Are sufficient details of methods and materials provided to allow replication by others?

Yes

Is the rationale for creating the dataset(s) clearly described?

Yes

Are the datasets clearly presented in a useable and accessible format?

Yes

Are the protocols appropriate and is the work technically sound?

Yes

Reviewer Expertise:

Phylogenomics and comparative plant genomics

I confirm that I have read this submission and believe that I have an appropriate level of expertise to confirm that it is of an acceptable scientific standard.

Wellcome Open Res. 2023 Aug 16. doi: 10.21956/wellcomeopenres.21744.r63917

Reviewer response for version 1

Xin Liu 1

The manuscript by Rowan et al. described the genome assembly of Ailanthus altissima. They applied PacBio, 10X and HiC sequencing to obtain the sequencing data, and they assembled a chromosome-level genome, with good quality. The method used should be appropriate thus the generated dataset should be valuable for future studies. This type of manuscript is quite straightforward, and I think it is OK for publish as data note. I only have several suggestions for the authors to consider.

  1. With the cytometric evaluation, the genome size was estimated to be 1,170 Mb, which is larger than the assembled genome. Although there would be some acceptable reasons for this, it would be good to have some more information. Have you estimated the genome size using Kmer analysis?

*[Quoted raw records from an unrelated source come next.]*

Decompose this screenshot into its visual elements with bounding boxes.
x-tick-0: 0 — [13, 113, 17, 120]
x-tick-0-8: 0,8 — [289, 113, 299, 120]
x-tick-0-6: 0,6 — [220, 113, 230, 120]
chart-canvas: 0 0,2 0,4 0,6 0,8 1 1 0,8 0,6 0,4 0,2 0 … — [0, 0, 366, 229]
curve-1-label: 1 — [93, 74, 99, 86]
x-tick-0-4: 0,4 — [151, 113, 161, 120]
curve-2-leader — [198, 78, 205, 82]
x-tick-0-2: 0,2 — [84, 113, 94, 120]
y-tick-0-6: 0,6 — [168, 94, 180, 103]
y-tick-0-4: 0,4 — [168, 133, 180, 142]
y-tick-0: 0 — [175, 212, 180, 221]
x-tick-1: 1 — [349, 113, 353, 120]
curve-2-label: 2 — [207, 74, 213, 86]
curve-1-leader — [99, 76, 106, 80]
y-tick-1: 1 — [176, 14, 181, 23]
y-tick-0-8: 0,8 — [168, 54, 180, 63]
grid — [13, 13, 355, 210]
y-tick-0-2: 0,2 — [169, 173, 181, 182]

If so, it would be good to know the estimation using the sequencing data.

  2. The authors mentioned about the manual curation of the genome assembly to remove some assembly errors. Especially for the haplotypic duplication, it would be better to mention the definition of this type of assembly error. Also, for the contigs corresponding to the second haplotype, it would be more informative to mention the size of the contigs. 

Are sufficient details of methods and materials provided to allow replication by others?

Yes

Is the rationale for creating the dataset(s) clearly described?

Yes

Are the datasets clearly presented in a useable and accessible format?

Yes

Are the protocols appropriate and is the work technically sound?

Yes

Reviewer Expertise:

Plant genomics

I confirm that I have read this submission and believe that I have an appropriate level of expertise to confirm that it is of an acceptable scientific standard.

Associated Data

    This section collects any data citations, data availability statements, or supplementary materials included in this article.

    Data Citations

    1. Wellcome Sanger Institute: The genome sequence of the tree of heaven Ailanthus altissima (Mill.) Swingle, 1916. European Nucleotide Archive, [dataset], accession number PRJEB47666,2022.

    Data Availability Statement

    European Nucleotide Archive: Ailanthus altissima (tree of heaven). Accession number PRJEB47393; https://identifiers.org/ena.embl/PRJEB47393 ( Wellcome Sanger Institute, 2022)

    The genome sequence is released openly for reuse. The A. altissima genome sequencing initiative is part of the Darwin Tree of Life (DToL) project. All raw sequence data and the assembly have been deposited in INSDC databases. The genome will be annotated using available RNA-Seq data and presented through the Ensembl pipeline at the European Bioinformatics Institute. Raw data and assembly accession identifiers are reported in Table 1.